In this episode, I will talk about an MVP and why I think it's the best way to ship your application. For those of you who don't know what MVP is, we'll dive into the definition of it as well.
So let's start by defining what an MVP is. MVP stands for Minimum Viable Product. That means it's the minimal amount of effort and features needed in a project, whatever it may be, to make it shippable.
That doesn't mean not putting in essential things. It means what are the bare bones that this app needs to be entirely usable by a customer. They're going to get a feel for all the features it will have and buy into this product. That'll hopefully give you enough data to tell you, yes you now need to go ahead and make if you like the full version or expand upon this base for what you want the application to be.
The best way I can think of doing this is to give you an example. So let's say that we're going to make a word processing application. So we're going to look at it from the user's perspective, first of all, and say, what would a user expect to be able to do in a minimum set of features?
They would expect to see a screen where they can type in content and see the words appearing on the screen. They want to be able to go back and forth and edit, select, and delete the text or manipulate the text in the kind of standard ways they will expect to save their document at some point and load it back in again.

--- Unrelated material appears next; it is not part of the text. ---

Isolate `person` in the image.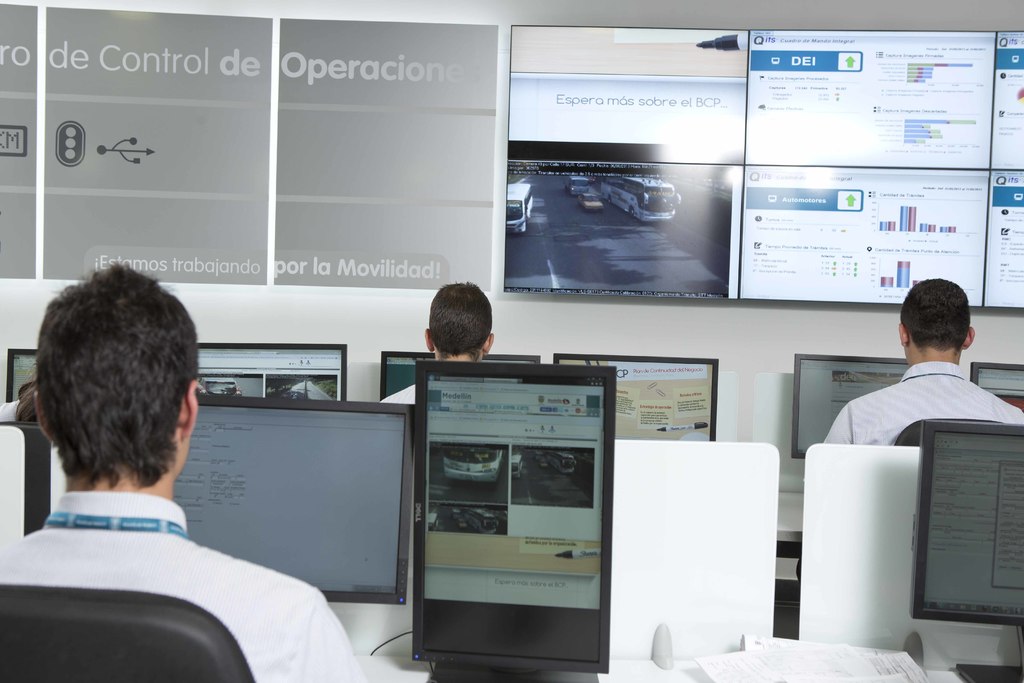
Isolated region: left=824, top=273, right=1023, bottom=451.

That is the absolute bare minimum set of features I could think of for a word processor, nothing fancy, nothing overblown. That is the fundamental core of what a word processing app would have. So that's my MVP right there. What's the next level up from there? So let's say that I've shipped the product, and people are buying into it, and they're saying, Hey, this is great.
Okay. So now I'm going to start adding features. That will be the next obvious set of features. So, for example, I might have a dictionary for spellchecking. I may have a thesaurus. I may want to be able to add pictures to my document. Those would be next-level features right there. Maybe I want to click a button and share these documents somewhere on a social network, and perhaps a blog site, something like that.
So I would expect there to be some mechanism to let me click and easily share this document. So that's my next level of features. And then, once I've shipped that version from there, I start to build upon iterations of different elements and improve the existing ones, plus address any concerns or requests maybe the users have.
So that's the lifecycle of getting to an MVP and then bridging the gap to the next level. If you think about every app you use or have seen or planning to build, you could look at them and strip them down to that MVP version.
An MVP is not necessarily going to be anything super original. But the other value that you get from building this MVP version is making it rock solid or solid as it can be. You don't have any stupidly crazy complex features that may bring in hard-to-fix bugs, or they may take a long time to develop.
These are all things that will prevent you from shipping that first version if that's the road you want to go down.
Waiting and shipping everything at once will significantly increase the time to market.
So that is a very high-level overview of what an MVP app is. And I thought that this was an excellent time to bring it up because we have the apple developer conference coming soon. I'm sure people will have lots of ideas for new applications, with all the features coming out.
I'd love to hear your thoughts on this.